DAVID FIELD WASHINGTON

The US Justice department's landmark predatory pricing suit against American Airlines and its parent AMR Corp will not get its day in court: a federal judge dismissed the two-year-old antitrust case.

Hearings on the case, the first alleging predatory pricing by an airline since deregulation, had been set to start 22 May. Brought by the Clinton Administration trustbusters who brought the Microsoft case, it charged that American incurred significant short-term loses in the late 1990s so that it could keep three low-cost challengers out of its Dallas/Fort Worth (DFW) hub. Of the three - Sun Jet International, Vanguard Airlines and Western Pacific Airlines - only Vanguard is still in business.

American, said the government, had cut prices and added flights after Vanguard's September 1996 announcement that it would add services in the DFW market. When Vanguard abandoned its plans, American raised prices and trimmed capacity, cutting capacity on some routes by 30% and raising fares by up to 50%.

But US District Judge Thomas Marten, sitting in Wichita, Kansas, ruled that American had not engaged in predatory below-cost pricing. The government's claim failed "since the evidence establishes that American's conduct - meeting the competition's prices - is precisely the sort of activity the antitrust laws are intended to encourage."

The government built much of its case on the claim that American deterred these three carriers and other potential competitors with its reputation for aggressive pricing If accepted, that reasoning, held the judge, would have led to "self-serving complaints about reputation by a defendant's competitors".

The government's "theory of liability by reputation is not the law and should not be," Marten said. The theory, if adopted, would chill the very competition that antitrust law seeks to encourage. American stressed that while it talked tough, that was vastly different from unfair practices.

George Washington University antitrust expert Bill Kovacic said that if the government had prevailed on the reputation theory, it would have created a novel antitrust doctrine, "one that presents real conceptual difficulty".

The government also said that American staff were sent to count the number of passengers boarding flights of low-cost competitors such as Western Pacific. But the judge noted such ramp counts are a common airline industry way to monitor and meet competition.

The government charge "that an established competitor should not and indeed cannot deviate from its existing market strategy in the face of aggressive price-cutting by a new entrant, represents a whole new mid-game spin on time-honoured rules," Judge Marten concluded.

If the case had gone to trial, Kovacic says, the result is likely to have been the same, given the difficulty in proving below-cost pricing.

The government has until at least the end of June to appeal against Judge Marten's decision. A Justice Department spokeswoman said no decision had been made.

The American Antitrust Institute's Bert Foer, a critic of airline policy, says that the suit represented another attempt by the government to pry loose the control of dominant carriers over the hubs. "Something will have to be done, perhaps legislatively," said Foer.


→ Problem details: Counting only lines of the listing below that hold the word "each", give the total and nothing else.
*** Begin section ***
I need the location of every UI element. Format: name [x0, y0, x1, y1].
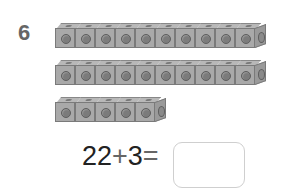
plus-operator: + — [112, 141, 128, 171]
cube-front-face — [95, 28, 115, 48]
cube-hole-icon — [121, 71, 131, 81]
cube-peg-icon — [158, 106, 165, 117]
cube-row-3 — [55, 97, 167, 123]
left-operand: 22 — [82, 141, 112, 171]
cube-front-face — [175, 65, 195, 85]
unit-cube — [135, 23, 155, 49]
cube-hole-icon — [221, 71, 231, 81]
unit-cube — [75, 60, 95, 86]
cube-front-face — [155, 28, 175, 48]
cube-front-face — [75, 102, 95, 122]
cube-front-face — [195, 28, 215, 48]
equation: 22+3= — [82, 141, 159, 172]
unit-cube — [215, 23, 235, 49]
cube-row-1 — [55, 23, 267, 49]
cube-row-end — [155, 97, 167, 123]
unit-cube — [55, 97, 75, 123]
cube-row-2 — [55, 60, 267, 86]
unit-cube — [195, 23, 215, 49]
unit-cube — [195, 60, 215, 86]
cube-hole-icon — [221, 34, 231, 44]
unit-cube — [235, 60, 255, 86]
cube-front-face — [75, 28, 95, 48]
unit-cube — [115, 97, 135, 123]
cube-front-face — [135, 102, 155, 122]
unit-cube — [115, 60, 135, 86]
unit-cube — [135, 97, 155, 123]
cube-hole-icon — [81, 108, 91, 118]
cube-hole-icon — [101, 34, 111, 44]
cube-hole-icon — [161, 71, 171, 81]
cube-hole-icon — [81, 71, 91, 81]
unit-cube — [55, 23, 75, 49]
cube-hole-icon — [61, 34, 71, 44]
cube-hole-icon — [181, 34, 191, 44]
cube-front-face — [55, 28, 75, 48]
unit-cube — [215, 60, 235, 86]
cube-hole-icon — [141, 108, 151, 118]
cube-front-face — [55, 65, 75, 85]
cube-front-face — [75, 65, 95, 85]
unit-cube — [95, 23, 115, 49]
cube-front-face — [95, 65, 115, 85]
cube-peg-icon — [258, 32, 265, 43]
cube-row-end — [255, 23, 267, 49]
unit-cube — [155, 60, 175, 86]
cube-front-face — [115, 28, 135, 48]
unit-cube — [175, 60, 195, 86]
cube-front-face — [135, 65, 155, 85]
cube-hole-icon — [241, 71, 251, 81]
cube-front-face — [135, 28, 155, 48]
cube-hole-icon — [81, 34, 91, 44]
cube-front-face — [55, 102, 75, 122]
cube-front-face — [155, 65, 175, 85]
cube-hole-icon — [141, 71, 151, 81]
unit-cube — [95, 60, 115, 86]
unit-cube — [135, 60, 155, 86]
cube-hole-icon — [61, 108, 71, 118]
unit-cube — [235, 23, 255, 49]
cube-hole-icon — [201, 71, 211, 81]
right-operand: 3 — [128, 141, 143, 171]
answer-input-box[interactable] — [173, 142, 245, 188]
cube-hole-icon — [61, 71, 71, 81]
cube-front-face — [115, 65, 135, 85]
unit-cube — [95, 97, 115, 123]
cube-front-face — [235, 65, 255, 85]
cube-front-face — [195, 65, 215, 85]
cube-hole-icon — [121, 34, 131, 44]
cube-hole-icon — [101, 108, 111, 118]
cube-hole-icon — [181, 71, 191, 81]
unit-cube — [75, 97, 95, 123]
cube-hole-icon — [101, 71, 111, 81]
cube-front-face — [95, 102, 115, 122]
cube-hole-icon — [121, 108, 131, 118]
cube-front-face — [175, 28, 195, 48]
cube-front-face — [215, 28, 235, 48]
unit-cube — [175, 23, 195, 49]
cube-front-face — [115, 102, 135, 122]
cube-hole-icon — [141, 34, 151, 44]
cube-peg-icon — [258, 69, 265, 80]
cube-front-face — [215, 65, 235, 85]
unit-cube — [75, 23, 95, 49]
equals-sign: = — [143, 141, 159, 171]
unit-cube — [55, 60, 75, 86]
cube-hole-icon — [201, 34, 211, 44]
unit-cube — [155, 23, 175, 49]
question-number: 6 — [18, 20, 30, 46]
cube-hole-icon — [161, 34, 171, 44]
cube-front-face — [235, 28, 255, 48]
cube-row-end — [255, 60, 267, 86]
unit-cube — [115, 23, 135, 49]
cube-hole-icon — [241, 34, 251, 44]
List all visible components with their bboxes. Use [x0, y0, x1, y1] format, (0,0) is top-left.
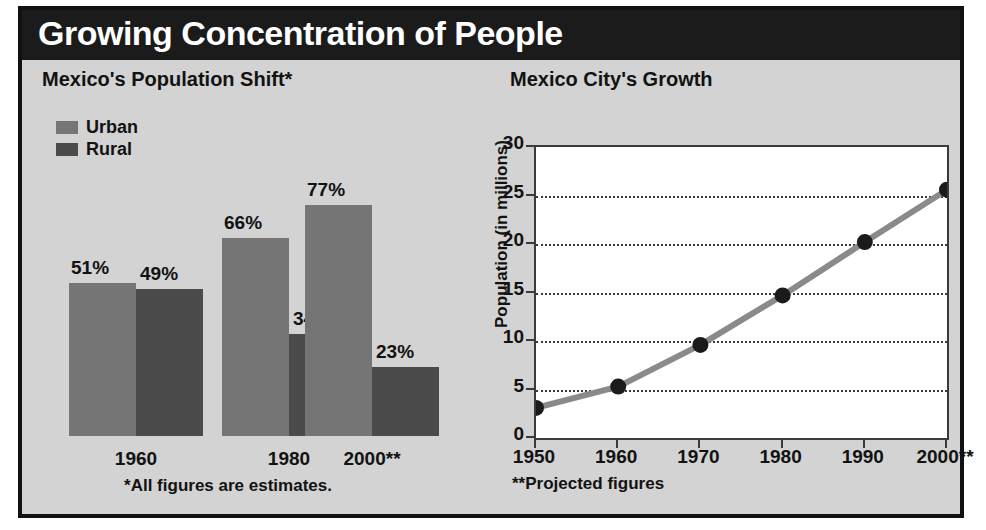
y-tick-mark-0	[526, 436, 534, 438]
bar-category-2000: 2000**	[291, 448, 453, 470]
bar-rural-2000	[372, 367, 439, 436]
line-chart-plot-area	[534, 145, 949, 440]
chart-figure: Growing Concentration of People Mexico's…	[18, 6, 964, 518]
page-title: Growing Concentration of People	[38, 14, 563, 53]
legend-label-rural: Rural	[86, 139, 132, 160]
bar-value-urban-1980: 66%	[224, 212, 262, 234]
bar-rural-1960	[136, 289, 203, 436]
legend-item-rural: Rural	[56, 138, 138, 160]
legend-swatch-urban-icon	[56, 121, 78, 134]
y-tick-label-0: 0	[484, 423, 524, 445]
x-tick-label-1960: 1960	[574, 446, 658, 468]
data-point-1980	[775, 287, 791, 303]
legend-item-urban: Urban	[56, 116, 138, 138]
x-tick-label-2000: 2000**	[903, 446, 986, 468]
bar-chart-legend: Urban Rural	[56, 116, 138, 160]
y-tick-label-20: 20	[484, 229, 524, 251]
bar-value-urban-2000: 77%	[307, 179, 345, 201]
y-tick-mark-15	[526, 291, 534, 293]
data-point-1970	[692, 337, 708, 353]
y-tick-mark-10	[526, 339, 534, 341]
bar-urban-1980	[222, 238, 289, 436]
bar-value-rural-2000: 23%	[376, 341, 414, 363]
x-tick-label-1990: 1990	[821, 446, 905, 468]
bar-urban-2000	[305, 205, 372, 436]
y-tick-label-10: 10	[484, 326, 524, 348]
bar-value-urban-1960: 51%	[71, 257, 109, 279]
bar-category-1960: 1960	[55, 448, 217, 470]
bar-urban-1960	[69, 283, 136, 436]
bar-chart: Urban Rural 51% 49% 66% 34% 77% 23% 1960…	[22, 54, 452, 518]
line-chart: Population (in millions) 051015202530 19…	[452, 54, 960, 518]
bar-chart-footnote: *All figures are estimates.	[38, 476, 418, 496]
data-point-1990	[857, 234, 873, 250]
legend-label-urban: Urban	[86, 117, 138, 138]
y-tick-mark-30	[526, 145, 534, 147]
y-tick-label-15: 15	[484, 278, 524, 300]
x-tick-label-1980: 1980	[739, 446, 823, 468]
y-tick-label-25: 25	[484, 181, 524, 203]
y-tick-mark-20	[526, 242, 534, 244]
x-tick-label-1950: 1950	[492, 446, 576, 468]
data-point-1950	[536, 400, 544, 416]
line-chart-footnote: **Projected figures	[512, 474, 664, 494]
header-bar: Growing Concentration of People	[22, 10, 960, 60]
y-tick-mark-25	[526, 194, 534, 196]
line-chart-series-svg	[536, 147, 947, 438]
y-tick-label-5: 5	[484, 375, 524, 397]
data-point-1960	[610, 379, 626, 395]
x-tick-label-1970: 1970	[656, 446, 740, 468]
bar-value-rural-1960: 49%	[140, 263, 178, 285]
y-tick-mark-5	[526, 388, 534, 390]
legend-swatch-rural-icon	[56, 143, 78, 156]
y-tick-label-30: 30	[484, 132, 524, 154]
*** End section ***
*** Begin section ***
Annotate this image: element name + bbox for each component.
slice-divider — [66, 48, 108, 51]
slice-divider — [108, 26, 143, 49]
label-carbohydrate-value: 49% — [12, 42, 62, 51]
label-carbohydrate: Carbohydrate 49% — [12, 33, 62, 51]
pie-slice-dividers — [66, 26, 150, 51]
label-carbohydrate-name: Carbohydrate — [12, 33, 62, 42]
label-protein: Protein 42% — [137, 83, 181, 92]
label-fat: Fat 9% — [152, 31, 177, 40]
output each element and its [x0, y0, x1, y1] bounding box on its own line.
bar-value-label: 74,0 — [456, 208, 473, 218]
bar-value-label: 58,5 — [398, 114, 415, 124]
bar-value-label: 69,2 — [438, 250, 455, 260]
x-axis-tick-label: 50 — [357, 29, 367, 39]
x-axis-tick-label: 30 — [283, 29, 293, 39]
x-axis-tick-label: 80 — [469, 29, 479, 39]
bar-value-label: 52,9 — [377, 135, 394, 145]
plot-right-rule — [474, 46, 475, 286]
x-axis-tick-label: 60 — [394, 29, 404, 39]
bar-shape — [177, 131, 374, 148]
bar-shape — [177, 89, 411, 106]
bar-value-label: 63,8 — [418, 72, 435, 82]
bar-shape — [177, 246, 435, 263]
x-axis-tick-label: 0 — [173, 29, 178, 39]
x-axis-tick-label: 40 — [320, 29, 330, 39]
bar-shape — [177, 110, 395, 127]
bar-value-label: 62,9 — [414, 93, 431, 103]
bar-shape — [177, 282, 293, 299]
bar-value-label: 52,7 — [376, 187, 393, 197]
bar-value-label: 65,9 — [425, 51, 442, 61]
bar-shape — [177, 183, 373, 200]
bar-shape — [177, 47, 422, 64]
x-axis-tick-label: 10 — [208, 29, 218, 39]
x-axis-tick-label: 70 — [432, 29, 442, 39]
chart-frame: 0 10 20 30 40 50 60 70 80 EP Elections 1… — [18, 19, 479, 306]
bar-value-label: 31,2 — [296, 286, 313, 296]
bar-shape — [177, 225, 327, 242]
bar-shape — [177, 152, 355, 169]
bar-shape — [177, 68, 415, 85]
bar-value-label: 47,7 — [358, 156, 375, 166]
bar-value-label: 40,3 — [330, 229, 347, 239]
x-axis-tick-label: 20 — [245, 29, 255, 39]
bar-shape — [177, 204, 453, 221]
*** End section ***
*** Begin section ***
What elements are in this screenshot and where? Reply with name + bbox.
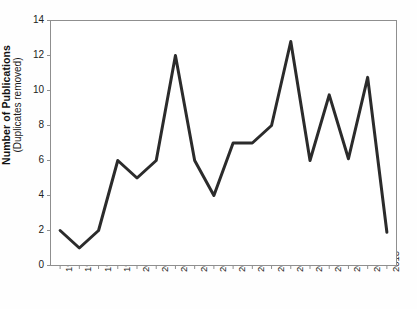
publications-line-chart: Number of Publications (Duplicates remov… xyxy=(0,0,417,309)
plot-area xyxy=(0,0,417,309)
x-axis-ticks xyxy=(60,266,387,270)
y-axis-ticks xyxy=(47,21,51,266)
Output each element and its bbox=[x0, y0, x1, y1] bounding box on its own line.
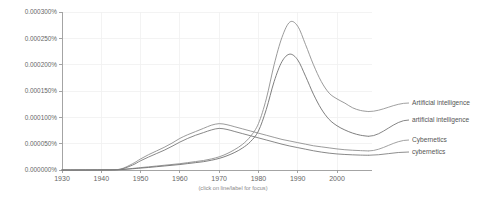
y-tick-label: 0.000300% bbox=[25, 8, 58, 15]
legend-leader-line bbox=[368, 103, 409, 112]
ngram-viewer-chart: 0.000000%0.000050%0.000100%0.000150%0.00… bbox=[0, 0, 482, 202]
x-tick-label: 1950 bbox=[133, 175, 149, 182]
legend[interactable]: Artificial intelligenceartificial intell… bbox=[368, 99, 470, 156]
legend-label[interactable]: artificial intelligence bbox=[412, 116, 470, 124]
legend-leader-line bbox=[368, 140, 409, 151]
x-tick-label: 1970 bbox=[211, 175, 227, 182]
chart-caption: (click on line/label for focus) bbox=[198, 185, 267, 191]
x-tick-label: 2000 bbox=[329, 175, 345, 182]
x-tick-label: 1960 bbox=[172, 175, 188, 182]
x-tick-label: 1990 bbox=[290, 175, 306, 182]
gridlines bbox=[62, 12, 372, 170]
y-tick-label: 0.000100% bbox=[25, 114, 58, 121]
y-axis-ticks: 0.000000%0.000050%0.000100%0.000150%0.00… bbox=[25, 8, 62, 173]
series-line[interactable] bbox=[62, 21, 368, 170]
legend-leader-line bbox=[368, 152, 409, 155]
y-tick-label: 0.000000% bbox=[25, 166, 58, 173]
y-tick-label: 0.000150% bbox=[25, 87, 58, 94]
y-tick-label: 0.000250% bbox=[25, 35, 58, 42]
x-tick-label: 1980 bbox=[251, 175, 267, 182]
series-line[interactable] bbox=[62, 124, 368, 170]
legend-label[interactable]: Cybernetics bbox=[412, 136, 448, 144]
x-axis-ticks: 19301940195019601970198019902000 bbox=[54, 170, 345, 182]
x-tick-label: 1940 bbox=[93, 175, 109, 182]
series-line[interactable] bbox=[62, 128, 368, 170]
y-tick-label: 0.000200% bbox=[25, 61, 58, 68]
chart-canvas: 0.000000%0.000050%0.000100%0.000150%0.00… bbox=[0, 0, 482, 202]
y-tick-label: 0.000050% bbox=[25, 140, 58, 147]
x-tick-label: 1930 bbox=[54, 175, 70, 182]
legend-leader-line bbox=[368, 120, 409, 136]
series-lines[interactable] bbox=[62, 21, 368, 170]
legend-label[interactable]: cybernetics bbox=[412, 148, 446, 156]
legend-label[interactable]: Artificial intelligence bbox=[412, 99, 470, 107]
*** End section ***
→ Answer space: 3